Moreover, as best-selling author George Gilder points out in his 2009 book  The Israel Test, Palestinian society, particularly in Gaza, operates as a violent racket, underwritten by foreign aid; what the House Foreign Affairs Committee has referred to as a “chronic kleptocracy.”

That is to say that, in contrast to Israel’s relatively and increasingly free market, if you built a Palestinian business, you really didn’t build that. Palestinians are the largest per capita recipients of international aid in the world, and it’s the crooks in charge that dole out all that cash, none too generously. Good luck building any private enterprise in a market flooded with international welfare, where the corrupt (at best) leadership has a strangle hold on every industry.

There is no freedom of press. There is no freedom of speech. There is no freedom of association. There no choice, but the choice to stand by the ruling class, or to be cut off from the sole source of income available to you and yours, assuming that some heinous violence doesn’t find you first.

But Friedman, like other apologists for the deplorable way that Palestinian political and social culture has been contrived to crush any entrepreneurial spirit, prefers to position just about anything else as the reason for Israel’s success relative to their neighbours.

He goes as far as to credit the influx of Russian brain-power (leaving one to wonder if he understands why those same Russians fled communism for the free-market culture enjoyed in Israel in the first place) before finally reverting to form, and blaming Israeli occupation. 


There exists any number of readily available refutations to this tired trope, my personal favourite being the striking similarities between Palestinian anemic growth and that of other nations who share their cultural tendencies, but not their excuse of “Israeli occupation.”

It is, however, expedient, in this case, to humour Friedman’s line of thinking.

Suppose that it is the Israeli occupation that accounts for weak economic performance of Palestinians. Is it, then, Friedman’s assertion that the occupation exists at the behest of trigger-happy ideologues in the Israeli government, who simply enjoy wasting vast amounts of resources policing the Palestinian population? Based on his past writings, and his admission this week that he’s still unsure that the Palestinians can be trusted as a partner for peace, one would think not.

Rather, reason would indicate, as Marc A. Thiessen so eloquently did in the pages of the Washington Post, “these security measures are the direct result of culture — the culture of terrorism that permeates the Palestinian territories”. The same rulers who control all enterprise in the Palestinian economy certainly condone terror, if they’re not too busy actively supporting it. The self-same rulers who are now crying foul over Romney’s comments.

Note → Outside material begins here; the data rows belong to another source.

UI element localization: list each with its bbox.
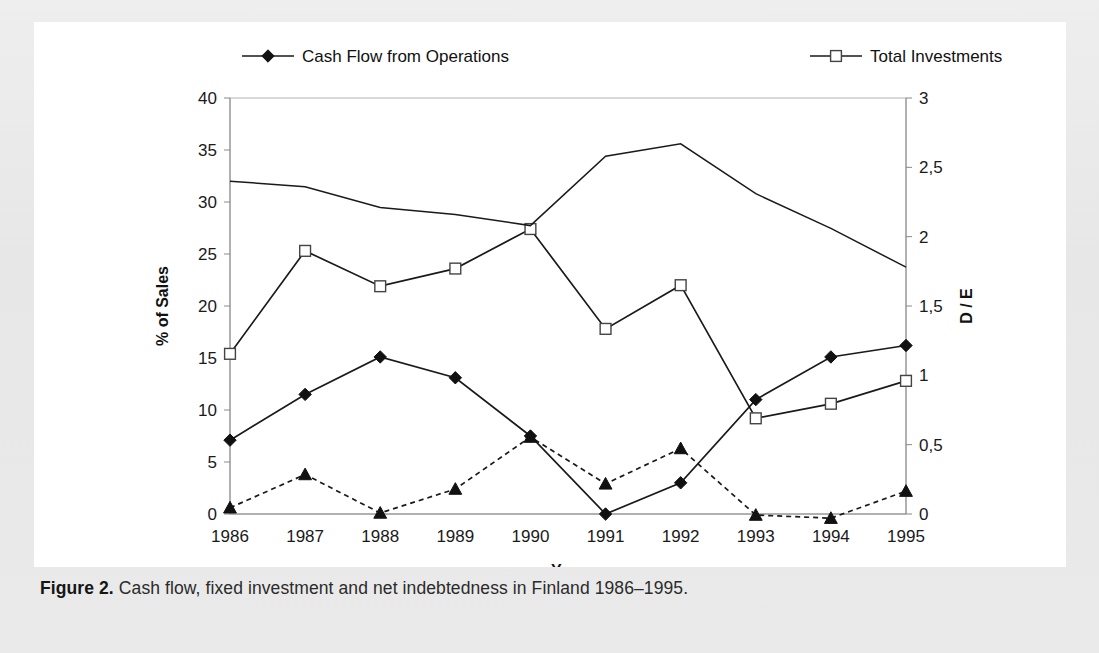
y-axis-tick-label: 0 (208, 505, 217, 524)
y-axis-tick-label: 5 (208, 453, 217, 472)
data-point-marker (599, 477, 612, 489)
x-axis-tick-label: 1995 (887, 527, 925, 546)
legend-label: Cash Flow from Operations (302, 47, 509, 66)
y2-axis-tick-label: 1 (919, 366, 928, 385)
legend-label: Total Investments (870, 47, 1002, 66)
x-axis-tick-label: 1994 (812, 527, 850, 546)
data-point-marker (225, 348, 236, 359)
x-axis-title: Year (551, 562, 585, 567)
figure-caption-text: Cash flow, fixed investment and net inde… (114, 578, 688, 598)
data-point-marker (900, 485, 913, 497)
data-point-marker (750, 413, 761, 424)
figure-caption: Figure 2. Cash flow, fixed investment an… (40, 578, 1060, 599)
data-point-marker (831, 51, 842, 62)
data-point-marker (300, 245, 311, 256)
series-1 (224, 339, 912, 520)
data-point-marker (299, 388, 311, 400)
y-axis-tick-label: 25 (198, 245, 217, 264)
data-point-marker (901, 375, 912, 386)
y2-axis-tick-label: 0,5 (919, 436, 943, 455)
axis-titles: % of SalesD / EYear (154, 266, 975, 567)
x-axis-tick-label: 1986 (211, 527, 249, 546)
data-point-marker (900, 339, 912, 351)
data-point-marker (262, 50, 274, 62)
figure-container: Cash Flow from OperationsTotal Investmen… (0, 0, 1099, 653)
data-point-marker (450, 263, 461, 274)
data-point-marker (674, 442, 687, 454)
x-axis-tick-label: 1989 (436, 527, 474, 546)
legend-item-1: Cash Flow from Operations (242, 47, 509, 66)
chart-panel: Cash Flow from OperationsTotal Investmen… (34, 22, 1066, 567)
y2-axis-title: D / E (958, 288, 975, 324)
x-axis-tick-label: 1991 (587, 527, 625, 546)
y-axis-tick-label: 40 (198, 89, 217, 108)
series-2 (225, 224, 912, 424)
y2-axis-tick-label: 0 (919, 505, 928, 524)
x-axis-tick-label: 1990 (512, 527, 550, 546)
y2-axis-tick-label: 1,5 (919, 297, 943, 316)
y-axis-tick-label: 10 (198, 401, 217, 420)
figure-number: Figure 2. (40, 578, 114, 598)
series-3 (224, 431, 913, 524)
y2-axis-tick-label: 2 (919, 228, 928, 247)
y2-axis-tick-label: 2,5 (919, 158, 943, 177)
x-axis-tick-label: 1987 (286, 527, 324, 546)
y-axis-tick-label: 35 (198, 141, 217, 160)
series-4 (230, 144, 906, 267)
data-series-layer (224, 144, 913, 524)
plot-frame (230, 98, 906, 514)
chart-legend: Cash Flow from OperationsTotal Investmen… (242, 47, 1066, 66)
data-point-marker (224, 501, 237, 513)
data-point-marker (825, 351, 837, 363)
line-chart: Cash Flow from OperationsTotal Investmen… (34, 22, 1066, 567)
legend-item-2: Total Investments (810, 47, 1002, 66)
y-axis-tick-label: 20 (198, 297, 217, 316)
data-point-marker (675, 280, 686, 291)
y-axis-tick-label: 15 (198, 349, 217, 368)
data-point-marker (299, 468, 312, 480)
data-point-marker (224, 434, 236, 446)
data-point-marker (449, 483, 462, 495)
y2-axis-tick-label: 3 (919, 89, 928, 108)
y-axis-tick-label: 30 (198, 193, 217, 212)
y-axis-title: % of Sales (154, 266, 171, 346)
data-point-marker (600, 323, 611, 334)
x-axis-tick-label: 1988 (361, 527, 399, 546)
data-point-marker (825, 398, 836, 409)
x-axis-tick-label: 1993 (737, 527, 775, 546)
x-axis-tick-label: 1992 (662, 527, 700, 546)
data-point-marker (375, 281, 386, 292)
data-point-marker (374, 351, 386, 363)
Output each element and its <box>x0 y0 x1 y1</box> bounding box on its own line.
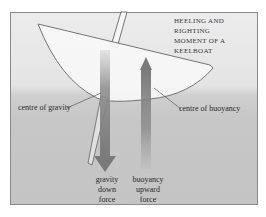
buoyancy-force-line-1: buoyancy <box>128 175 168 185</box>
label-buoyancy-force: buoyancy upward force <box>128 175 168 205</box>
label-centre-of-buoyancy: centre of buoyancy <box>179 104 240 114</box>
gravity-force-line-2: down <box>92 185 122 195</box>
buoyancy-force-line-2: upward <box>128 185 168 195</box>
buoyancy-force-line-3: force <box>128 195 168 205</box>
title-line-1: Heeling and righting <box>174 16 254 36</box>
title-line-2: moment of a keelboat <box>174 36 254 56</box>
leader-line-gravity <box>67 93 101 108</box>
diagram-title: Heeling and righting moment of a keelboa… <box>174 16 254 56</box>
gravity-force-line-1: gravity <box>92 175 122 185</box>
buoyancy-arrow <box>140 57 152 169</box>
label-centre-of-gravity: centre of gravity <box>18 103 71 113</box>
label-gravity-force: gravity down force <box>92 175 122 205</box>
gravity-force-line-3: force <box>92 195 122 205</box>
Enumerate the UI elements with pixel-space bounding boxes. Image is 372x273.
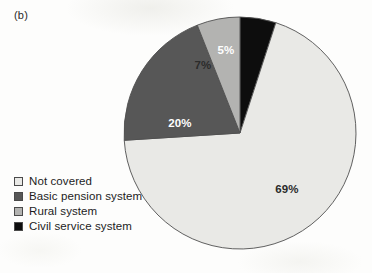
legend-swatch-basic-pension-system — [14, 192, 23, 201]
pie-slice-label: 20% — [168, 117, 191, 129]
legend-swatch-civil-service-system — [14, 222, 23, 231]
legend-item[interactable]: Rural system — [14, 204, 164, 219]
pie-slice-label: 7% — [195, 59, 212, 71]
legend: Not covered Basic pension system Rural s… — [14, 174, 164, 234]
pie-slice-label: 69% — [275, 183, 298, 195]
figure-panel-b: (b) 5%69%20%7% Not covered Basic pension… — [0, 0, 372, 273]
legend-item[interactable]: Civil service system — [14, 219, 164, 234]
pie-slice-label: 5% — [218, 44, 235, 56]
legend-label: Rural system — [29, 205, 97, 217]
legend-label: Civil service system — [29, 220, 132, 232]
legend-label: Not covered — [29, 175, 92, 187]
legend-item[interactable]: Not covered — [14, 174, 164, 189]
legend-swatch-rural-system — [14, 207, 23, 216]
legend-label: Basic pension system — [29, 190, 142, 202]
legend-swatch-not-covered — [14, 177, 23, 186]
legend-item[interactable]: Basic pension system — [14, 189, 164, 204]
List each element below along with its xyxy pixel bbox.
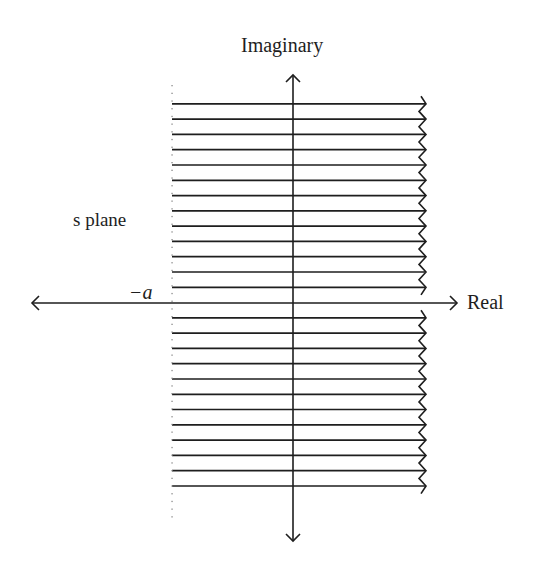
boundary-dot	[171, 301, 172, 302]
boundary-dot	[171, 116, 172, 117]
boundary-dot	[171, 447, 172, 448]
boundary-dot	[171, 124, 172, 125]
boundary-dot	[171, 439, 172, 440]
boundary-dot	[171, 347, 172, 348]
boundary-dot	[171, 154, 172, 155]
boundary-dot	[171, 308, 172, 309]
boundary-dot	[171, 331, 172, 332]
boundary-dot	[171, 339, 172, 340]
boundary-dot	[171, 470, 172, 471]
region-hatch-lines	[172, 104, 425, 486]
boundary-dot	[171, 270, 172, 271]
boundary-dot	[171, 162, 172, 163]
wavy-break-icon	[419, 310, 426, 493]
boundary-dot	[171, 139, 172, 140]
boundary-dot	[171, 516, 172, 517]
boundary-dot	[171, 239, 172, 240]
boundary-minus-a-label: −a	[129, 282, 153, 302]
s-plane-diagram: Imaginary Real s plane −a	[0, 0, 536, 573]
boundary-dot	[171, 393, 172, 394]
boundary-dot	[171, 493, 172, 494]
boundary-dot	[171, 170, 172, 171]
boundary-dot	[171, 455, 172, 456]
boundary-dot	[171, 355, 172, 356]
boundary-dot	[171, 216, 172, 217]
boundary-dot	[171, 185, 172, 186]
boundary-dot	[171, 509, 172, 510]
boundary-dot	[171, 370, 172, 371]
boundary-dot	[171, 131, 172, 132]
boundary-dot	[171, 485, 172, 486]
boundary-dot	[171, 416, 172, 417]
boundary-dot	[171, 424, 172, 425]
boundary-dot	[171, 147, 172, 148]
boundary-dot	[171, 193, 172, 194]
boundary-dot	[171, 208, 172, 209]
boundary-dot	[171, 247, 172, 248]
boundary-dot	[171, 201, 172, 202]
boundary-dot	[171, 100, 172, 101]
boundary-dot	[171, 378, 172, 379]
boundary-dot	[171, 285, 172, 286]
boundary-dot	[171, 278, 172, 279]
boundary-dot	[171, 85, 172, 86]
boundary-dot	[171, 231, 172, 232]
boundary-dot	[171, 254, 172, 255]
boundary-dot	[171, 408, 172, 409]
boundary-dot	[171, 501, 172, 502]
boundary-dot	[171, 316, 172, 317]
boundary-dot	[171, 362, 172, 363]
boundary-dot	[171, 462, 172, 463]
boundary-dot	[171, 108, 172, 109]
boundary-dot	[171, 385, 172, 386]
real-axis-label: Real	[467, 292, 504, 312]
boundary-dot	[171, 478, 172, 479]
boundary-dot	[171, 224, 172, 225]
boundary-dot	[171, 324, 172, 325]
boundary-dot	[171, 432, 172, 433]
s-plane-label: s plane	[73, 210, 126, 229]
boundary-dot	[171, 177, 172, 178]
diagram-graphics	[0, 0, 536, 573]
boundary-dot	[171, 93, 172, 94]
boundary-dot	[171, 262, 172, 263]
boundary-dot	[171, 401, 172, 402]
imaginary-axis-label: Imaginary	[241, 35, 323, 55]
boundary-dot	[171, 293, 172, 294]
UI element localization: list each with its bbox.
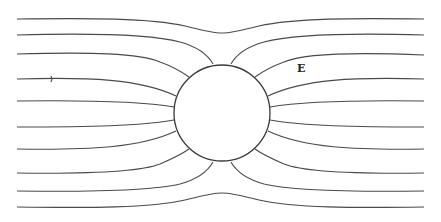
field-line-6-right (270, 120, 424, 127)
field-line-7-left (17, 131, 176, 149)
field-diagram (0, 0, 441, 222)
arrow-marker-icon (51, 76, 52, 82)
field-line-9-left (17, 162, 213, 191)
field-line-8-left (17, 149, 189, 173)
field-line-10 (17, 193, 424, 207)
field-line-3-left (17, 53, 189, 77)
field-line-5-left (17, 101, 174, 107)
field-line-5-right (270, 101, 424, 107)
field-line-2-right (231, 34, 424, 64)
conducting-sphere (174, 65, 270, 161)
field-label-e: E (297, 62, 305, 75)
field-line-9-right (231, 162, 424, 191)
field-line-8-right (255, 149, 424, 173)
field-line-2-left (17, 34, 213, 64)
field-line-3-right (255, 53, 424, 77)
field-line-4-right (268, 78, 424, 96)
field-line-4-left (17, 78, 176, 96)
field-line-6-left (17, 120, 174, 127)
field-line-1 (17, 19, 424, 33)
field-line-7-right (268, 131, 424, 149)
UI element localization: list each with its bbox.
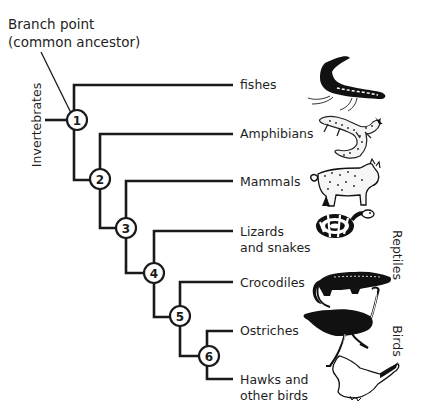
taxon-label-amphibians: Amphibians	[240, 126, 314, 141]
phylogenetic-tree: Branch point (common ancestor) Invertebr…	[0, 0, 423, 418]
node-3: 3	[116, 218, 136, 238]
invertebrates-label: Invertebrates	[29, 83, 44, 167]
node-1: 1	[67, 110, 87, 130]
branch-point-subtitle: (common ancestor)	[8, 34, 140, 50]
branch-node4	[154, 231, 233, 317]
branch-node1	[74, 85, 233, 180]
group-label-birds: Birds	[390, 325, 405, 356]
taxon-label-hawks: Hawks and	[240, 372, 309, 387]
svg-text:4: 4	[150, 267, 158, 281]
wildcat-icon	[311, 159, 380, 206]
svg-text:5: 5	[176, 310, 184, 324]
svg-text:6: 6	[205, 350, 213, 364]
taxon-label-crocodiles: Crocodiles	[240, 275, 305, 290]
node-5: 5	[170, 306, 190, 326]
taxon-label-lizards-line2: and snakes	[240, 240, 311, 255]
taxon-label-hawks-line2: other birds	[240, 388, 308, 403]
node-4: 4	[144, 263, 164, 283]
branch-node3	[126, 181, 233, 273]
taxon-label-mammals: Mammals	[240, 174, 300, 189]
taxon-label-ostriches: Ostriches	[240, 323, 299, 338]
snake-icon	[316, 210, 374, 238]
svg-text:3: 3	[122, 222, 130, 236]
node-6: 6	[199, 346, 219, 366]
node-2: 2	[90, 169, 110, 189]
salamander-icon	[320, 116, 383, 158]
taxon-label-fishes: fishes	[240, 77, 277, 92]
ostrich-icon	[304, 288, 379, 366]
callout-pointer-line	[41, 52, 71, 113]
fish-icon	[308, 56, 385, 111]
svg-text:2: 2	[96, 173, 104, 187]
branch-point-title: Branch point	[8, 16, 94, 32]
hawk-icon	[333, 356, 399, 401]
taxon-label-lizards: Lizards	[240, 224, 284, 239]
svg-text:1: 1	[73, 114, 81, 128]
group-label-reptiles: Reptiles	[390, 230, 405, 280]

They name parks and squares after murderers. They teach hatred of Jews in their elementary schools, and run summer camps that promote hateful ideology, and in many cases look more like terrorist training camps.

As all of this is paid for with American aid dollars, it is not only fair, it is imperative, for the next President of the United States to name and shame this culture as the leading obstacle to prosperity.

The leader of the free world should be unafraid to tell the truth, no matter how much the cacophony of assorted villains from China to Sudan to Syria howls in protest. 

The leader of the free world should, and must be unafraid to say that America stands shoulder to shoulder with her fellow democracy, Israel, in opposing the very culture of terror, hatred, and oppression that keeps peace and prosperity out of reach.

If the leader of the free world won’t tell the truth, for fear of political molestation at the hands of equivocators and appeasers, the truth will go simply unheard.

“Why didn’t they do the whole thing in Vegas?” asks Friedman.

Because that would have softened the impact of the truth – a truth that Barack Obama has failed to so much as whisper, but which Romney trumpeted this week with astounding moral clarity – that Jerusalem is the capital of the Jewish state, and that the President of the United States ought to say so.